Some twenty-six years before the foundation under fire of the Levellers another sect chose to depart Europe, making landfall on the west side of the Atlantic Ocean at Plymouth Rock, Massachusetts. Mainly members of the English Separatist Church these intrepid travelers, originally known as Old Comers, then Forefathers and finally two centuries later as the Pilgrim Fathers, decided to escape the perceived oppression of the old world to achieve their goal of religious freedom, to practice their particularly brand of Protestantism, Radical Puritanism, without persecution by the prescribed state English faith, that peculiar and seemingly transitory monolith the Church of England, presently fliting with the Roman Church under the guidance of sovereign and the Archbishop of Canterbury William Laud.
Had those pioneers but waited out the next few years in their home country they would of course have had no need to migrate, Puritanism becoming the major power within the home island by the 1640’s, resultant in two civil wars, the trial and execution of Charles First, and the rise of the general and commoner Oliver Cromwell to Oliver first, Lord Protector.
Puritanism is a branch of Protestantism much inclined to sectarianism, cases in point, the Levellers, the Diggers, the Separatists, The Quakers. Of these only the Quakers still exist in their original form, known now as the Society of Friends, devout pacifists, living in accordance with their Inward Light, without clergy or particular creed beyond the word as transcribed in the bible itself.

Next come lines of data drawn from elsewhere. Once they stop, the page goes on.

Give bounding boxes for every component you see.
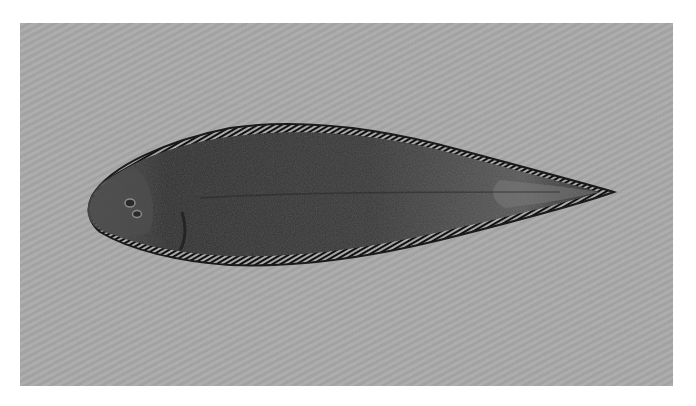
eye-upper-icon [125, 199, 135, 207]
fish-head [87, 168, 153, 236]
eye-lower-icon [133, 211, 142, 218]
flatfish-illustration [20, 23, 673, 386]
specimen-photo [20, 23, 673, 386]
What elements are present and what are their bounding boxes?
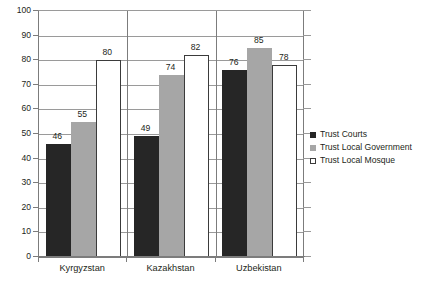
right-tick-10 — [303, 231, 311, 232]
bar-value-uzbekistan-series-0: 76 — [215, 58, 252, 67]
y-tick-label-0: 0 — [1, 252, 31, 261]
legend-item-0: Trust Courts — [310, 129, 412, 140]
bar-kazakhstan-series-1 — [159, 75, 184, 257]
legend-item-1: Trust Local Government — [310, 142, 412, 153]
right-tick-100 — [303, 10, 311, 11]
x-tick — [38, 256, 39, 262]
bar-uzbekistan-series-1 — [247, 48, 272, 257]
bar-kazakhstan-series-2 — [184, 55, 209, 257]
y-tick-label-20: 20 — [1, 203, 31, 212]
bar-value-kazakhstan-series-2: 82 — [177, 43, 214, 52]
x-axis-label-kyrgyzstan: Kyrgyzstan — [38, 264, 126, 273]
y-tick-label-80: 80 — [1, 55, 31, 64]
bar-value-uzbekistan-series-1: 85 — [240, 36, 277, 45]
bar-uzbekistan-series-2 — [272, 65, 297, 257]
y-tick-label-40: 40 — [1, 154, 31, 163]
x-tick — [303, 256, 304, 262]
y-tick-label-60: 60 — [1, 104, 31, 113]
bar-kazakhstan-series-0 — [134, 136, 159, 257]
x-tick — [126, 256, 127, 262]
bar-kyrgyzstan-series-2 — [96, 60, 121, 257]
legend-item-2: Trust Local Mosque — [310, 155, 412, 166]
x-axis-line — [38, 256, 305, 257]
y-axis: 1009080706050403020100 — [0, 0, 31, 296]
bar-uzbekistan-series-0 — [222, 70, 247, 257]
right-tick-80 — [303, 59, 311, 60]
legend: Trust CourtsTrust Local GovernmentTrust … — [310, 129, 412, 168]
bar-value-kazakhstan-series-0: 49 — [127, 124, 164, 133]
y-tick-label-100: 100 — [1, 6, 31, 15]
bar-value-kazakhstan-series-1: 74 — [152, 63, 189, 72]
right-tick-90 — [303, 35, 311, 36]
gridline-0 — [39, 257, 304, 258]
y-tick-label-30: 30 — [1, 178, 31, 187]
right-tick-20 — [303, 207, 311, 208]
bar-chart: 1009080706050403020100 46558049748276857… — [0, 0, 431, 296]
legend-label-1: Trust Local Government — [320, 143, 412, 152]
legend-label-2: Trust Local Mosque — [320, 156, 395, 165]
bar-value-kyrgyzstan-series-1: 55 — [64, 110, 101, 119]
bar-value-kyrgyzstan-series-2: 80 — [89, 48, 126, 57]
bar-kyrgyzstan-series-1 — [71, 122, 96, 257]
y-tick-label-70: 70 — [1, 80, 31, 89]
legend-label-0: Trust Courts — [320, 130, 367, 139]
bar-kyrgyzstan-series-0 — [46, 144, 71, 257]
x-axis-label-kazakhstan: Kazakhstan — [126, 264, 214, 273]
legend-swatch-icon-0 — [310, 132, 316, 138]
x-tick — [215, 256, 216, 262]
legend-swatch-icon-2 — [310, 158, 316, 164]
y-tick-label-10: 10 — [1, 227, 31, 236]
y-tick-label-90: 90 — [1, 31, 31, 40]
bar-value-uzbekistan-series-2: 78 — [265, 53, 302, 62]
right-tick-30 — [303, 182, 311, 183]
x-axis-label-uzbekistan: Uzbekistan — [215, 264, 303, 273]
group-separator — [216, 11, 217, 257]
right-tick-70 — [303, 84, 311, 85]
legend-swatch-icon-1 — [310, 145, 316, 151]
right-tick-60 — [303, 108, 311, 109]
bar-value-kyrgyzstan-series-0: 46 — [39, 132, 76, 141]
group-separator — [127, 11, 128, 257]
y-tick-label-50: 50 — [1, 129, 31, 138]
plot-area — [38, 10, 304, 257]
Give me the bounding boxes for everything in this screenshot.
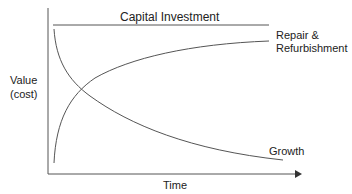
- x-axis-arrowhead-icon: [295, 170, 302, 178]
- x-axis-label: Time: [163, 179, 187, 192]
- series-label-repair-line2: Refurbishment: [276, 42, 348, 55]
- series-growth: [54, 29, 283, 160]
- series-repair-refurbishment: [54, 41, 269, 163]
- series-label-repair-line1: Repair &: [276, 29, 319, 42]
- y-axis-label-line1: Value: [10, 74, 37, 87]
- series-label-capital-investment: Capital Investment: [120, 11, 219, 24]
- series-label-growth: Growth: [269, 145, 304, 158]
- y-axis-label-line2: (cost): [10, 88, 38, 101]
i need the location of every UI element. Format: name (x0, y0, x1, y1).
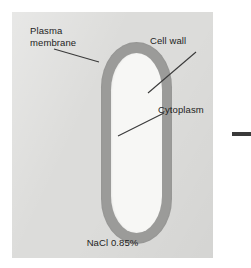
label-plasma-membrane: Plasma membrane (30, 25, 76, 48)
bacterial-cell-shape (101, 42, 172, 244)
edge-connector-bar (232, 132, 251, 136)
label-cell-wall: Cell wall (150, 35, 186, 47)
cell-diagram-figure: Plasma membrane Cell wall Cytoplasm NaCl… (0, 0, 251, 268)
solution-caption: NaCl 0.85% (12, 237, 213, 248)
illustration-panel (12, 12, 213, 258)
cytoplasm-region (111, 53, 162, 233)
label-cytoplasm: Cytoplasm (158, 104, 204, 116)
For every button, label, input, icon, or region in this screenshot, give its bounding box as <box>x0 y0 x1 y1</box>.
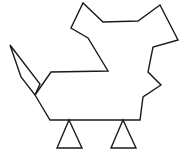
figure-background <box>0 0 187 154</box>
line-drawing-figure: Abstract polygonal bird outline Black li… <box>0 0 187 154</box>
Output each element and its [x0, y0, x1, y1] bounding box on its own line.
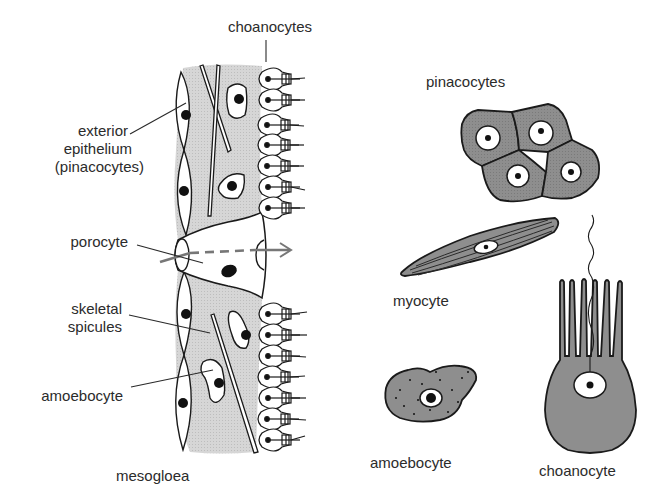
amoebocyte-cell	[385, 366, 476, 422]
choanocytes-lower-row	[258, 303, 307, 451]
label-pinacocytes: pinacocytes	[426, 73, 505, 91]
label-choanocyte: choanocyte	[539, 462, 616, 480]
myocyte-cell	[401, 218, 558, 276]
label-amoebocyte: amoebocyte	[370, 454, 452, 472]
choanocyte-cell	[545, 215, 636, 453]
pinacocytes-cluster	[461, 104, 599, 201]
choanocytes-upper-row	[258, 68, 305, 219]
body-wall-section	[129, 40, 307, 454]
label-exterior-epithelium-line3: (pinacocytes)	[20, 158, 144, 176]
label-choanocytes: choanocytes	[220, 18, 320, 36]
label-skeletal-spicules-line1: skeletal	[30, 300, 122, 318]
label-skeletal-spicules-line2: spicules	[30, 318, 122, 336]
label-myocyte: myocyte	[393, 292, 449, 310]
label-porocyte: porocyte	[30, 233, 128, 251]
label-mesogloea: mesogloea	[116, 467, 189, 485]
label-exterior-epithelium-line1: exterior	[30, 122, 128, 140]
label-amoebocyte-wall: amoebocyte	[10, 387, 123, 405]
label-exterior-epithelium-line2: epithelium	[30, 140, 132, 158]
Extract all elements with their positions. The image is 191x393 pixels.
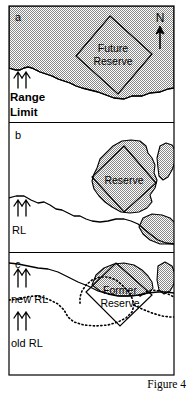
- panel-b-reserve-label-line1: Reserve: [104, 174, 143, 186]
- panel-a-range-limit-label-line2: Limit: [10, 106, 38, 118]
- figure-svg: a Future Reserve N Range Limit: [0, 0, 191, 393]
- panel-c-reserve-label-line1: Former: [103, 284, 137, 296]
- panel-c-new-range-limit-label: new RL: [11, 293, 48, 305]
- panel-c-label: c: [15, 258, 21, 270]
- compass-north-label: N: [156, 11, 165, 25]
- panel-a-species-range: [9, 6, 174, 99]
- figure-4-diagram: a Future Reserve N Range Limit: [0, 0, 191, 393]
- panel-b-range-limit-arrows: [14, 200, 30, 216]
- panel-b: b Reserve RL: [9, 129, 176, 244]
- panel-c: c Former Reserve new RL old RL: [9, 258, 175, 349]
- panel-b-range-patch-right-upper: [157, 143, 176, 180]
- panel-a-label: a: [15, 11, 22, 23]
- panel-c-range-patch-right: [157, 262, 175, 294]
- panel-a: a Future Reserve N Range Limit: [9, 6, 174, 118]
- panel-c-old-range-limit-arrows: [14, 312, 30, 330]
- panel-a-range-limit-label-line1: Range: [10, 91, 45, 103]
- panel-a-range-limit-arrows: [14, 72, 30, 88]
- panel-a-reserve-label-line1: Future: [98, 42, 129, 54]
- panel-a-reserve-label-line2: Reserve: [93, 55, 132, 67]
- panel-c-new-range-limit-arrows: [14, 269, 30, 287]
- panel-c-reserve-label-line2: Reserve: [100, 297, 139, 309]
- panel-c-old-range-limit-label: old RL: [11, 337, 43, 349]
- panel-b-range-limit-label: RL: [12, 224, 26, 236]
- panel-b-label: b: [15, 129, 21, 141]
- figure-caption: Figure 4: [147, 378, 186, 391]
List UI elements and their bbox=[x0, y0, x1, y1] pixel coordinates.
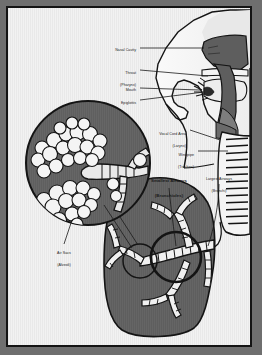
label-windpipe-line1: Windpipe bbox=[134, 153, 194, 157]
label-smallest-airways: Smallest Airways (Bronchioles) bbox=[131, 168, 207, 209]
diagram-frame: Nasal Cavity Throat (Pharynx) Mouth Epig… bbox=[6, 6, 252, 347]
label-smallest-airways-line2: (Bronchioles) bbox=[131, 193, 207, 198]
label-vocal-cord-line1: Vocal Cord Area bbox=[118, 132, 186, 136]
label-nasal-cavity-line1: Nasal Cavity bbox=[115, 48, 136, 52]
label-throat-line1: Throat bbox=[68, 71, 136, 75]
label-epiglottis: Epiglottis bbox=[58, 97, 136, 110]
label-air-sacs-line2: (Alveoli) bbox=[37, 263, 91, 267]
label-nasal-cavity: Nasal Cavity bbox=[68, 44, 136, 57]
diagram-root: Nasal Cavity Throat (Pharynx) Mouth Epig… bbox=[0, 0, 262, 355]
label-smallest-airways-line1: Smallest Airways bbox=[131, 178, 207, 183]
label-epiglottis-line1: Epiglottis bbox=[121, 101, 136, 105]
label-air-sacs: Air Sacs (Alveoli) bbox=[37, 242, 91, 276]
label-mouth-line1: Mouth bbox=[126, 88, 136, 92]
label-mouth: Mouth bbox=[68, 84, 136, 97]
label-air-sacs-line1: Air Sacs bbox=[37, 251, 91, 255]
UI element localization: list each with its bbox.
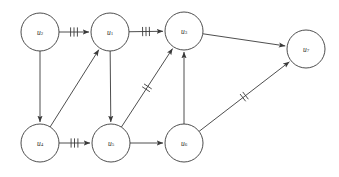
edge-tick-mark [144, 84, 152, 89]
graph-edge [129, 27, 163, 36]
graph-canvas: u2u1u3u7u4u5u6 [0, 0, 339, 177]
graph-node-u1[interactable]: u1 [91, 13, 129, 51]
graph-edge [110, 51, 111, 122]
graph-edge [59, 27, 89, 36]
graph-node-u7[interactable]: u7 [287, 30, 325, 68]
graph-edge [121, 49, 172, 127]
graph-node-u6[interactable]: u6 [165, 124, 203, 162]
graph-edge [199, 62, 289, 132]
graph-node-u3[interactable]: u3 [165, 12, 203, 50]
graph-edge [50, 50, 99, 127]
edge-line [199, 62, 289, 132]
graph-node-u2[interactable]: u2 [21, 13, 59, 51]
edge-line [110, 51, 111, 122]
edge-layer [40, 27, 289, 148]
edge-tick-mark [142, 87, 150, 92]
edge-line [203, 34, 285, 46]
graph-figure: u2u1u3u7u4u5u6 [0, 0, 339, 177]
graph-node-u5[interactable]: u5 [92, 124, 130, 162]
graph-node-u4[interactable]: u4 [21, 124, 59, 162]
graph-edge [203, 34, 285, 46]
node-layer: u2u1u3u7u4u5u6 [21, 12, 325, 162]
edge-line [50, 50, 99, 127]
edge-line [121, 49, 172, 127]
graph-edge [59, 138, 90, 147]
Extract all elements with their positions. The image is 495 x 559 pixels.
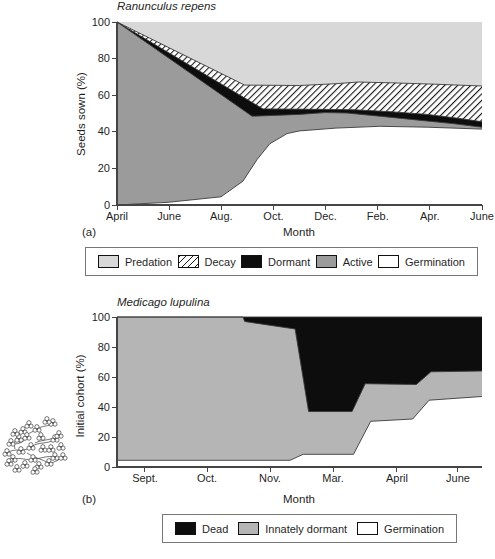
legend-item: Dead [175, 522, 228, 535]
legend-swatch-germination [357, 522, 378, 535]
legend-swatch-dormant [241, 255, 262, 268]
panel-a-y-axis-label: Seeds sown (%) [75, 34, 89, 194]
legend-swatch-decay [178, 255, 199, 268]
legend-label: Decay [205, 256, 236, 268]
x-tick-label: Feb. [348, 210, 408, 223]
legend-item: Active [316, 255, 373, 268]
area-germination [117, 126, 482, 205]
x-tick-label: Dec. [296, 210, 356, 223]
area-dormant [117, 22, 482, 205]
legend-label: Dormant [268, 256, 310, 268]
legend-label: Innately dormant [265, 523, 347, 535]
boundary-germination_top [117, 126, 482, 205]
legend-swatch-predation [98, 255, 119, 268]
legend-swatch-dead [175, 522, 196, 535]
y-tick-label: 0 [80, 199, 110, 212]
panel-a-title: Ranunculus repens [117, 0, 216, 12]
area-dead [117, 317, 482, 467]
x-tick-label: April [367, 472, 427, 485]
x-tick-label: Mar. [303, 472, 363, 485]
x-tick-label: Nov. [240, 472, 300, 485]
legend-item: Germination [357, 522, 444, 535]
x-tick-label: June [452, 210, 495, 223]
plot-area-b [117, 317, 482, 467]
legend-item: Decay [178, 255, 236, 268]
x-tick-label: Apr. [400, 210, 460, 223]
panel-b-title: Medicago lupulina [117, 296, 210, 308]
legend-swatch-innately-dormant [238, 522, 259, 535]
legend-label: Dead [202, 523, 228, 535]
legend-label: Germination [405, 256, 465, 268]
plant-illustration [3, 413, 67, 477]
legend-item: Dormant [241, 255, 310, 268]
plot-area-a [117, 22, 482, 205]
panel-a-letter: (a) [82, 226, 96, 238]
area-germination [117, 397, 482, 468]
x-tick-label: June [139, 210, 199, 223]
legend-label: Predation [125, 256, 172, 268]
panel-b-y-axis-label: Initial cohort (%) [74, 316, 88, 476]
panel-a-legend: PredationDecayDormantActiveGermination [85, 247, 478, 276]
boundary-decay_top [117, 22, 482, 86]
area-innately-dormant [117, 317, 482, 467]
x-tick-label: Oct. [177, 472, 237, 485]
boundary-active_top [117, 22, 482, 127]
x-tick-label: Sept. [115, 472, 175, 485]
x-tick-label: Aug. [191, 210, 251, 223]
legend-label: Active [343, 256, 373, 268]
boundary-dead_bottom [117, 317, 482, 412]
boundary-germination_top [117, 397, 482, 461]
x-tick-label: April [87, 210, 147, 223]
legend-swatch-active [316, 255, 337, 268]
panel-b-legend: DeadInnately dormantGermination [162, 514, 457, 543]
area-predation [117, 22, 482, 205]
legend-label: Germination [384, 523, 444, 535]
boundary-dormant_top [117, 22, 482, 122]
legend-item: Predation [98, 255, 172, 268]
panel-b-letter: (b) [82, 493, 96, 505]
legend-item: Innately dormant [238, 522, 347, 535]
x-tick-label: Oct. [243, 210, 303, 223]
panel-a-x-axis-label: Month [249, 226, 349, 238]
legend-item: Germination [378, 255, 465, 268]
area-decay [117, 22, 482, 205]
figure-seed-fates: Ranunculus repens Seeds sown (%) 0204060… [0, 0, 495, 559]
x-tick-label: June [428, 472, 488, 485]
area-active [117, 22, 482, 205]
plant-sketch [3, 413, 67, 477]
legend-swatch-germination [378, 255, 399, 268]
panel-b-x-axis-label: Month [249, 493, 349, 505]
y-tick-label: 100 [80, 16, 110, 29]
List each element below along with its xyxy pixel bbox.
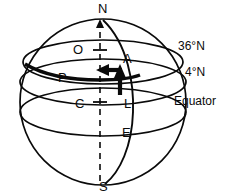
label-point-p: P [58,71,67,84]
globe-figure: N S O A P C L E 36°N 4°N Equator [0,0,229,196]
label-point-l: L [124,97,131,110]
label-point-e: E [122,126,131,139]
label-equator: Equator [174,95,216,107]
label-point-o: O [73,43,83,56]
label-south-pole: S [99,180,108,193]
label-latitude-4n: 4°N [185,66,205,78]
label-latitude-36n: 36°N [178,40,205,52]
label-point-a: A [123,52,132,65]
label-north-pole: N [98,2,107,15]
label-point-c: C [75,97,84,110]
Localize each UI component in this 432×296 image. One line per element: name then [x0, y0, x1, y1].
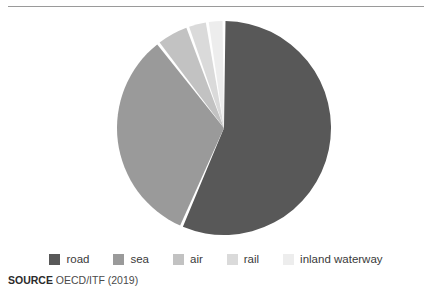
- legend-item-inland-waterway[interactable]: inland waterway: [283, 253, 382, 266]
- source-citation: OECD/ITF (2019): [56, 274, 138, 286]
- chart-plot-area: [0, 10, 432, 246]
- legend-item-air[interactable]: air: [173, 253, 203, 266]
- legend-swatch-icon: [113, 254, 124, 265]
- pie-chart-svg: [0, 10, 432, 246]
- legend-swatch-icon: [49, 254, 60, 265]
- chart-legend: roadseaairrailinland waterway: [0, 248, 432, 270]
- legend-label: road: [66, 253, 89, 266]
- legend-item-rail[interactable]: rail: [227, 253, 259, 266]
- legend-label: air: [190, 253, 203, 266]
- source-keyword: SOURCE: [8, 274, 53, 286]
- legend-swatch-icon: [283, 254, 294, 265]
- legend-label: inland waterway: [300, 253, 382, 266]
- legend-swatch-icon: [227, 254, 238, 265]
- legend-item-road[interactable]: road: [49, 253, 89, 266]
- pie-chart-figure: roadseaairrailinland waterway SOURCE OEC…: [0, 0, 432, 296]
- legend-label: rail: [244, 253, 259, 266]
- top-divider: [8, 6, 424, 7]
- legend-item-sea[interactable]: sea: [113, 253, 149, 266]
- source-note: SOURCE OECD/ITF (2019): [8, 274, 138, 287]
- legend-label: sea: [130, 253, 149, 266]
- legend-swatch-icon: [173, 254, 184, 265]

The downfall of Puritanism could perhaps be foretold by their attitude to their own expansive convictions, and a desire for their precepts to meld with society as a whole. High aspirations are a wonderous starting point, but at some stage vision must give way to practicality, to reality. The Digger philosophy of shared property and wealth was praiseworthy, but against basic human nature. The pacificism of Quakerism wholly desirable but in a combative seventeenth century impractical. Even the Leveller ideal of unfettered religious freedom fell afoul of the Puritan leaders. A philosophically inspired inclusive faith proven unworkable through the vagaries of its practitioners.